Methods Rates of change in volumetric AVC scores were determined retrospectively for 123 patients who had undergone 2 serial electron beam computed tomographic scans. The mean (±SD) interscan interval was 2.5 (±1.7) years; 80 patients did not receive ACEIs and 43 received ACEIs. The relationship of ACEI use to median rates of AVC score change (both unadjusted and adjusted for baseline AVC scores and coronary heart disease risk factors) was determined. We also examined the relationship of ACEI use to the likelihood of and adjusted odds ratio for definite progression (AVC change >2 times the median interscan variability).
Results Unadjusted and adjusted median rates of AVC score change were significantly higher in the no-ACEI group than in the ACEI group (adjusted median AVC changes [95% confidence interval]: relative, 28.7%/y [18.9%-38.5%/y] vs 11.0%/y [−1.9% to 24.0%/y], P = .04; absolute: 25.1/y [19.7-30.5/y] vs 12.2/y [4.5-19.9/y], P = .02). The adjusted odds ratio (95% confidence interval) for definite AVC progression was significantly lower for patients who received ACEIs (0.29 [0.11-0.75], P = .01).
Conclusions This retrospective study finds a significant association between ACEI use and a lower rate of AVC accumulation. The results support the need for prospective, randomized trials of ACEIs in calcific aortic valve disease.
Although calcific aortic valve disease is common in elderly individuals, there currently are no medical therapies that have been shown, in prospective, randomized trials, to slow its progression.Calcific aortic valve disease includes aortic sclerosis, in which the aortic valve is calcified but does not obstruct left ventricular outflow, and aortic stenosis, in which obstruction to left ventricular outflow is present.1- 2 Aortic sclerosis has a prevalence of 25% in patients older than 65 years3 and has been associated with a 50% increase in risk for cardiovascular mortality.4 Aortic stenosis carries an 80% 5-year risk of heart failure, valve replacement, or death.5
Histopathological studies now have demonstrated that aortic valvular disease is an active process, in which inflammation,6- 8 lipoprotein deposition,9- 10 molecular mediators of calcification,11- 12 and matrix metalloproteinases13- 15 all may participate. Recently, electron beam computed tomography (EBT) has been established as a highly reproducible method for quantifying aortic valve calcium (AVC).16- 17 Recent studies have used EBT to demonstrate associations between elevated low-density lipoprotein levels and an increased rate of AVC accumulation18 and between statin use and a lower rate of AVC accumulation.19 Increased EBT AVC score also has been shown to correlate with an increased likelihood of the presence of aortic stenosis20- 21 and to independently predict clinical events in patients with aortic stenosis.21
Because of the recent demonstration that angiotensin-converting enzyme (ACE) is present in aortic valve lesions,22 we hypothesized that ACE inhibitor (ACEI) use also might be associated with a lower rate of AVC accumulation, as assessed by serial EBT.The present study retrospectively examined the relationship between ACEI use and rates of AVC accumulation in 123 patients who had undergone serial EBT for coronary calcium screening. Rates of change also were compared after adjustment for differences in baseline AVC scores and after further adjustment for coronary heart disease (CHD) risk factors.

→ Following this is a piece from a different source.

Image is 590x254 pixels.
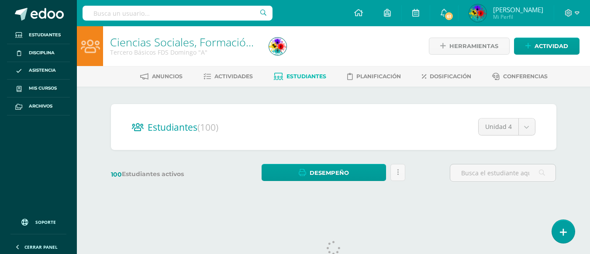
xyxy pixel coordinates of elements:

The study group consisted of 123 patients who had undergone 2 serial EBT scans and who had an AVC score by the volumetric method of 10 or greater on the initial image. Of these 123 patients, 65 had been included in a previous analysis of the relationship of statin use to rate of change in AVC scores.19 All patients were identified from a subset of 980 patients in the EBT database at Harbor-UCLA Medical Center, Torrance, Calif, who had undergone 2 serial EBTs for the purpose of coronary calcium screening. All patients were asymptomatic for coronary artery disease. The Harbor-UCLA institutional review board approved the research protocol, and all participants gave written, informed consent.
Information on the presence or absence of traditional cardiovascular risk factors, including hypertension, family history of premature coronary artery disease, hyperlipidemia, smoking, diabetes mellitus, and statin use, was obtained before the initial and follow-up EBT. Smoking was defined as the use of 10 or more cigarettes per day. Patients receiving insulin or oral hypoglycemic agents were classified as having diabetes mellitus. Patients were classified as having hypertension if they were receiving antihypertensive medications or had known, but untreated, hypertension (blood pressure >140/90 mm Hg). Hyperlipidemia was defined as use of cholesterol-lowering medication or, in the absence of such medication, as a total serum cholesterol level greater than 240 mg/dL. Patients were classified as receiving ACEIs if they were receiving an ACEI drug at the time of both the initial and follow-up EBT. The remaining patients were classified as “no ACEI”; none of the patients in this group was receiving an ACEI at the time of either scan. One patient received an angiotensin receptor type 1 antagonist. This patient was included in the ACEI group.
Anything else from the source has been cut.